Thy Sin Purged

The first chapter of the Book of Mormon contains an account by Nephi of the heavenly vision his father Lehi had which was a call for him to preach to the people at Jerusalem. As I read it this morning, I realized there are some similarities with the vision Isaiah had when he was similarly called to preach. Nephi wrote of his father, “He was carried away in a vision, even that he saw the heavens open, and he thought he saw God sitting upon his throne, surrounded with numberless concourses of angels in the attitude of singing and praising their God” (1 Nephi 1:8). Isaiah described what he saw in these words, “I saw also the Lord sitting upon a throne, high and lifted up, and his train filled the temple. Above it stood the seraphims” (Isaiah 6:1). Both of them saw God on a throne surrounded by angelic beings, angels for Lehi and seraphim for Isaiah. Lehi learned of the wickedness of Jerusalem in a book that was given him and mourned because of their iniquities: “And he read, saying: Wo, wo, unto Jerusalem, for I have seen thine abominations!” (1 Nephi 1:13) Isaiah also mourned because of the wickedness of the people he dwelt with: “Woe is me! for I am undone; because I am a man of unclean lips, and I dwell in the midst of a people of unclean lips” (Isaiah 6:5). For Lehi, this appears to have been the call that sent him forth to preach to the people at Jerusalem: “After the Lord had shown so many marvelous things unto my father, Lehi, yea, concerning the destruction of Jerusalem, behold he went forth among the people, and began to prophesy and to declare unto them concerning the things which he had both seen and heard” (1 Nephi 1:18). Similarly, Isaiah’s vision was his own call to preach to the people: “Also I heard the voice of the Lord, saying, Whom shall I send, and who will go for us? Then said I, Here am I; send me. And he said, Go, and tell this people” (Isaiah 6:8-9). Both prophets went forth to preach against the wickedness of the people of Jerusalem, only Isaiah was about 100 years before Lehi. It may be that one of the reasons that Nephi loved Isaiah so much was that he saw similarities between Isaiah and his own father.

               Perhaps the most important part of Isaiah’s vision was when he was symbolically cleansed. He wrote, “Then flew one of the seraphims unto me, having a live coal in his hand, which he had taken with the tongs from off the altar: And he laid it upon my mouth, and said, Lo, this hath touched thy lips; and thine iniquity is taken away, and thy sin purged” (Isaiah 6:6). So he received a burning coal from an angelic messenger that took away his sins, representing the power of the atonement of Christ to cleanse his iniquities. Lehi also similarly received something from an angelic messenger: “And he also saw twelve others following him, and their brightness did exceed that of the stars in the firmament. And they came down and went forth upon the face of the earth; and the first came and stood before my father, and gave unto him a book, and bade him that he should read. And it came to pass that as he read, he was filled with the Spirit of the Lord.” After reading, Lehi exclaimed, “Great and marvelous are thy works, O Lord God Almighty! Thy throne is high in the heavens, and thy power, and goodness, and mercy are over all the inhabitants of the earth; and, because thou art merciful, thou wilt not suffer those who come unto thee that they shall perish!” (1 Nephi 1:10-12, 14) Though it doesn’t say in particular that Lehi was cleansed, surely that is what happened for that is what being filled with the Spirit of the Lord does. As the Lord said to Adam, “by the Spirit ye are justified” (Moses 6:60). And Lehi’s exclamation that the Lord is merciful to those who come unto Him was surely motivated by his own forgiveness he received in this experience. Perhaps then we should see a connection between Lehi’s book (representing the word of God) and Isaiah’s live coal (representing Christ’s cleaning power). We can think of the books the Lord has given us—the scriptures—as doing for us what the live coal did for Isaiah: helping to purify us from our sins. That gives us another reason to read and study the word of God, for through it we can receive the Spirit of the Lord which can purge us from our iniquity.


- WHAT THE TASK REQUIRES: Read the records beneath this task and copy every line that contains the string "legend".

- INFORMATION SHOWN:

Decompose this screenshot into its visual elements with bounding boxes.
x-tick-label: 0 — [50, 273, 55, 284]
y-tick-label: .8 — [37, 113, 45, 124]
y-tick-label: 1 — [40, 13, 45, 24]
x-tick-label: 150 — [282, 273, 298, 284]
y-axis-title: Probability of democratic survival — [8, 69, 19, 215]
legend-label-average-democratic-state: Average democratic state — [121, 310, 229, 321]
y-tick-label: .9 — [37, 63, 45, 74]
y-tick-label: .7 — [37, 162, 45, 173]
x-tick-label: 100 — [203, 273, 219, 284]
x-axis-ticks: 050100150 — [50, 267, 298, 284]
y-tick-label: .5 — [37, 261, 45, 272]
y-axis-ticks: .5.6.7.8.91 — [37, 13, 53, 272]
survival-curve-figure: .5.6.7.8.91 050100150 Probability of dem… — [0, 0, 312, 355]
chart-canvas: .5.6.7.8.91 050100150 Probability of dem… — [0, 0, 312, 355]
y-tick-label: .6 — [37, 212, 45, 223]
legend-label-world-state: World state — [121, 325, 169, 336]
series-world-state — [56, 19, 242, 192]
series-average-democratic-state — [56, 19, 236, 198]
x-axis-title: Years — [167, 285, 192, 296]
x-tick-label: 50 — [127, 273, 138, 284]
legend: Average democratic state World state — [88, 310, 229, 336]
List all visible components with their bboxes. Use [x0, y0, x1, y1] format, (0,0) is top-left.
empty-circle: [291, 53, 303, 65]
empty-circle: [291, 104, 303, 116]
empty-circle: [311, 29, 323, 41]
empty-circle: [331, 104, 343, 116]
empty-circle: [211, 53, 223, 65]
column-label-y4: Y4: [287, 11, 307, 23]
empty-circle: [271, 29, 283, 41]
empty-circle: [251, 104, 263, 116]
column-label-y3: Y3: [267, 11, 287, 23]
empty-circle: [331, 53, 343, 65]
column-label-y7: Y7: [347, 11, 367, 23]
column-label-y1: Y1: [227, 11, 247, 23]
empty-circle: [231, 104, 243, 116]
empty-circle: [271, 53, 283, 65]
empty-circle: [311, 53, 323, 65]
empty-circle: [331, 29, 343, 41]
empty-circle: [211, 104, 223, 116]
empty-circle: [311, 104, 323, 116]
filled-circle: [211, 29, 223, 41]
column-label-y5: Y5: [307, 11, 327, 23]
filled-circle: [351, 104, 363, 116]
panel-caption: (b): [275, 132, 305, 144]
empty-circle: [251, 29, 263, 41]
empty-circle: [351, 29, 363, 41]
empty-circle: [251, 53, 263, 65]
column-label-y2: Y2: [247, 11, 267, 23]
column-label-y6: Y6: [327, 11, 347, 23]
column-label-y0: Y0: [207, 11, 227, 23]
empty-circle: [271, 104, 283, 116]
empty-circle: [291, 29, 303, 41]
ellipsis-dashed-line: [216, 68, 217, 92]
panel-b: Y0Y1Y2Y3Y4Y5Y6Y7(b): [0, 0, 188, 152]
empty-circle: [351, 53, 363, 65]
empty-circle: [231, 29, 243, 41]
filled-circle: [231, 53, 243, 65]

- SOLUTION FOR THIS EXERCISE:
legend-label-average-democratic-state: Average democratic state — [121, 310, 229, 321]
legend-label-world-state: World state — [121, 325, 169, 336]
legend: Average democratic state World state — [88, 310, 229, 336]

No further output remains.